Hugh Hefner, the founder of Playboy magazine, died Wednesday at the Playboy Mansion surrounded by loved ones, the magazine said in a statement.

He was 91. He died of from natural causes, the statement read. 

With a bon vivant philosophy, urbane sophistication and sheer marketing brilliance, Hefner was an icon for the sexual revolution of the 1960s, the man-about-town embodiment of the lifestyle he promoted with gusto and a sly wink to readers.

When he turned 85, he cheerfully observed, "you're as young as the girl you feel."
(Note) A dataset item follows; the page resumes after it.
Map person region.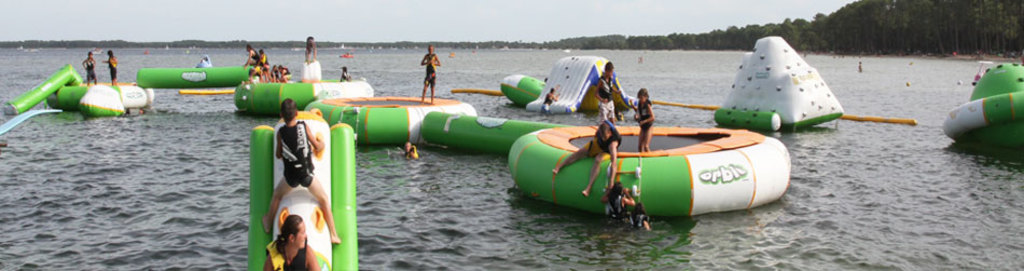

After a round of celebrity cheating by Tiger Woods and Jesse James was exposed, Hefner summed up his own attitude: "I had a lot of girlfriends, but it's not the same as cheating. I don't cheat. I am very open about what I do...I think that when you are in a relationship, you should be honest. "The real immorality of infidelity is the lying."
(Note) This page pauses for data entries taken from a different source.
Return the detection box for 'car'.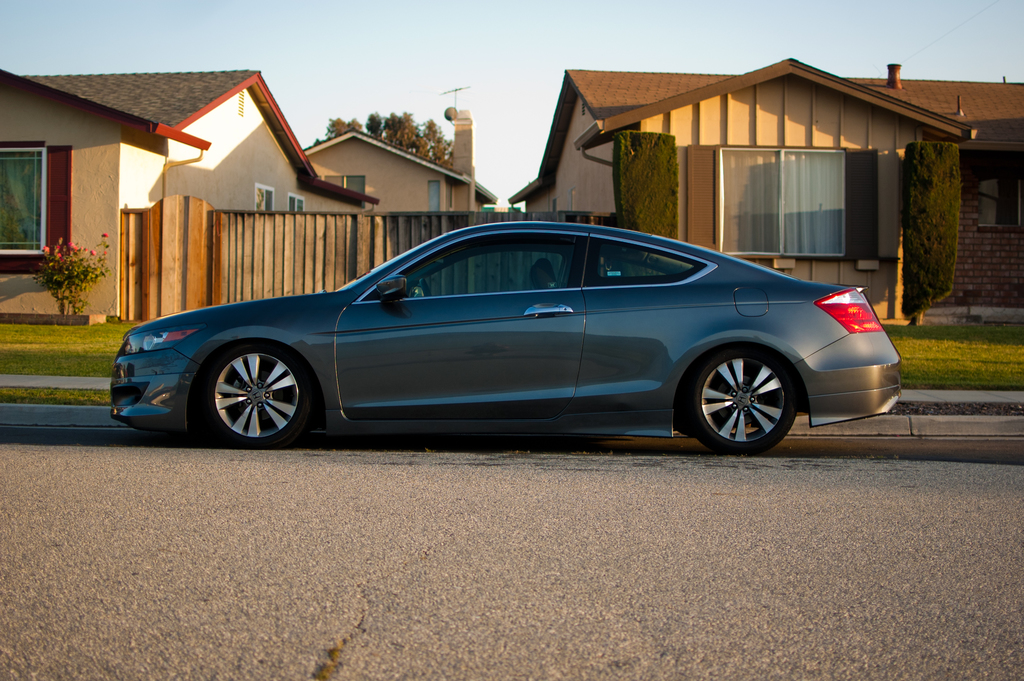
select_region(120, 215, 878, 457).
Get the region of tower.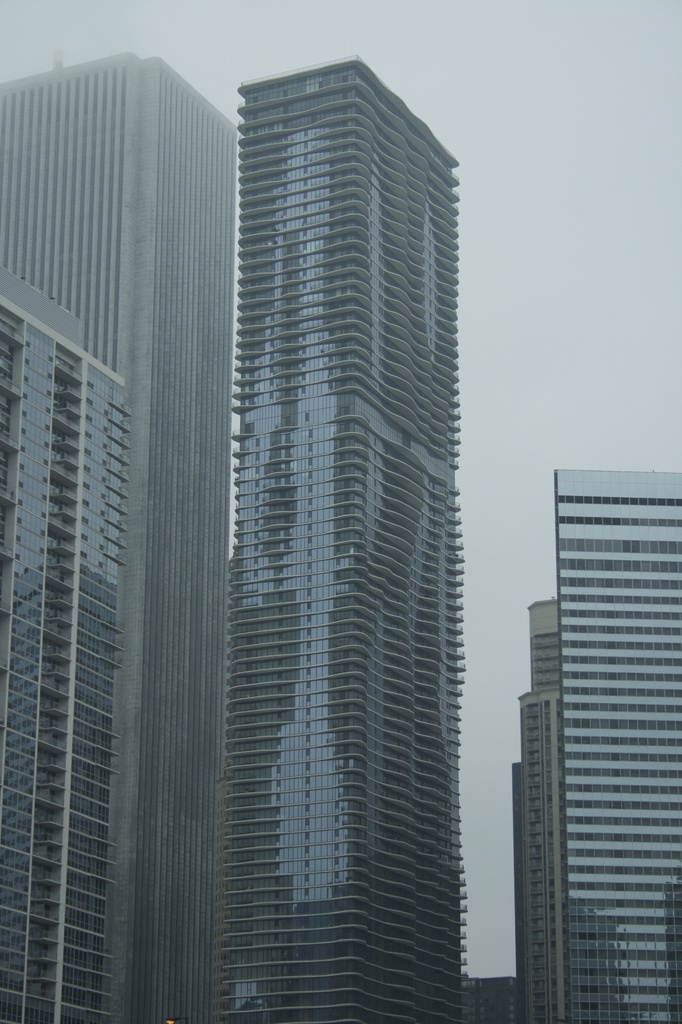
{"x1": 3, "y1": 49, "x2": 237, "y2": 1023}.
The man known to millions simply as "Hef" was born April 9, 1926 in Chicago, the elder of two sons.

His parents were strict Methodists and Hefner went to Chicago schools before joining the Army, attending the Chicago Art Institute and graduating from the University of Illinois at Urbana-Champaign with a degree in psychology.

After working first as a copywriter for "Esquire" – where he reportedly left because he didn't get a $5 raise – Hefner decided to start his own publication and he raised $8,000 from 45 investors to launch "Playboy" in December 1953 (he had originally planned to call it "Stag Night" but was forced to change the name to avoid trademark infringement).

It was produced in his kitchen and carried no date because he wasn't sure there would be a second issue.

But with the trademark intuition and shrewdness that seemed to always ensure his success, Hefner had acquired a nude picture of Marilyn Monroe for the centerfold, taken before the start of her film career.

The magazine sold 50,000 copies, making it an immediate success (Hefner later bought the crypt next to hers in a Los Angeles cemetery).

An empire was launched, with Hefner – who divorced first wife Mildred Williams in 1959 – as its charismatic, cosmopolitan head.

Often pictured in pajamas – or a silk smoking jacket - and smoking a pipe, Hefner personally promoted the Playboy philosophy as the magazine became an amalgam of nude photographs of gorgeous women and intellectual writing ("I just read Playboy for the articles," was a standard, if joking, line at the time).

"If you had to sum up the idea of Playboy, it is anti -puritanism," he was quoted as saying as the country's mood became more hedonistic.

"Not just in regard to sex but the whole range of play and pleasure."

In addition to the magazine, there were Playboy clubs, with "bunny" waitresses, two short-lived television series and a host of other Playboy Enterprises projects. In 2011 a new television show based on the Playboy Club was launched.

In 1975, Hefner moved to Los Angeles and in 1985, he suffered a minor stroke.

In 1989, he married longtime girlfriend Kimberly Conrad and for a while became a family man with two young sons before the couple separated in 1998.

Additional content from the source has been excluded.